HoracioJoachimStrimming
A MAN WENT TO MOW A MEADOW
It was pointed out to me that "liga" the word I'd used for "contact", was the informal form of the verb and that the formal form would be more suitable. Concerned to observe such niceties, I hastened to remedy this peccadillo by adding an "R" to the end.

BJgardening
REMOVING AN ENTRENCHED COLONY OF FERNS
For her part, Jones has plunged into her garden, which overflows with the largess of the late rains. A rock-enclosed area beside the house, known as the "secret garden", has been totally overtaken by ferns which, she has decided, now need to move on as they are suffocating the shrubs around them.

YellowFlowersBlueDoor

Some areas, like the old patio in front of Casa Nada, have surrendered entirely to wild flowers. Barbara's wheelbarrow groans under piles of redundant greenery and the compost heap grows daily more corpulent on the proceeds.

PoppyRiot
POPPY RIOT IN HORATIO'S FIELD
This week's English lesson sapped my energies. The different levels of fluency among English learners makes it hard work to teach a lesson that's useful to all.

SnakePuzzle

Barbara snapped this picture of two snakes entwined in the path. At first I thought it was a romantic interlude but closer examination revealed a frog and a mysterious additional foot, as though of a monitor lizard.  (Over to any naturalists!) I was on the far side of the hill with the dogs at the time (as Jonesy first takes the stragglers on a short outing). The pair had slithered off by the time I arrived with the gang in tow. We always come across a few snakes as the weather warms but they do us no harm and we return the compliment.

AntLarvae

This picture is mine. The true owners of Valapena are the ants that burrow away in every corner of the property. This lot appeared to be transferring seeds into a nest in the centre of our driveway, not with much success as the entrance was rather small and the seeds appeared to block it.

Peacock

This gorgeous bird belongs, together with a number of other exotica, in a garden at the bottom of the village but likes to rove noisily around. Indeed, with his piercing cries, he makes a serious racket, the more so when he takes up station nearby. Mind you, if I were as handsome, I might well strut about myself. As they say: if you've got it, flaunt it!

PyramidOrchid
BUDDING PYRAMID ORCHID
Wednesday afternoon we left the house to Natasha and the dogs. After spoiling ourselves with lunch at Cafe Q we proceeded to the extensive new MAR shopping complex on the outskirts of Loule. At the sprawling Leroy Merlin store there we found a solar-powered light - a display model going cheap - that should help resolve the gallery's lighting problems. It's a store in which I could easily idle away a few hours - and come home, as Jones observed, with a number of items I didn't know I needed.

MelloMat

Thursday I spent another hour working on Armenio's gallery before taking myself to Jodi for a toe-trim.

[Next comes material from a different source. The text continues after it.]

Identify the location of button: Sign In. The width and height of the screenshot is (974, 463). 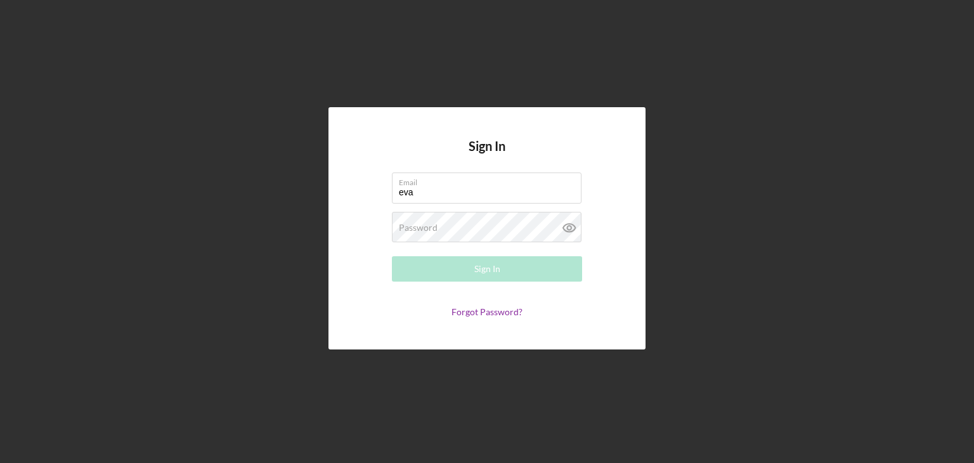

Her studio is in Alte, a pretty village on the tourist trail some 20 minutes away (clearly visible from the house). Temperatures are already climbing into the mid-20s and the tourists much in evidence. They stick out like sore thumbs in their sandals and shorts - often getting charred to a shirtless cinder in the back of the tourist jeeps. Our former maid used to call them "the salmons" for their burned orange torsos.

OLYMPUS DIGITAL CAMERA

So that's another week gone, one in which our thoughts are drawn repeatedly to our absent dog. Maybe somewhere there's a heaven with flower-filled meadows where the pets of yesteryear still roam free!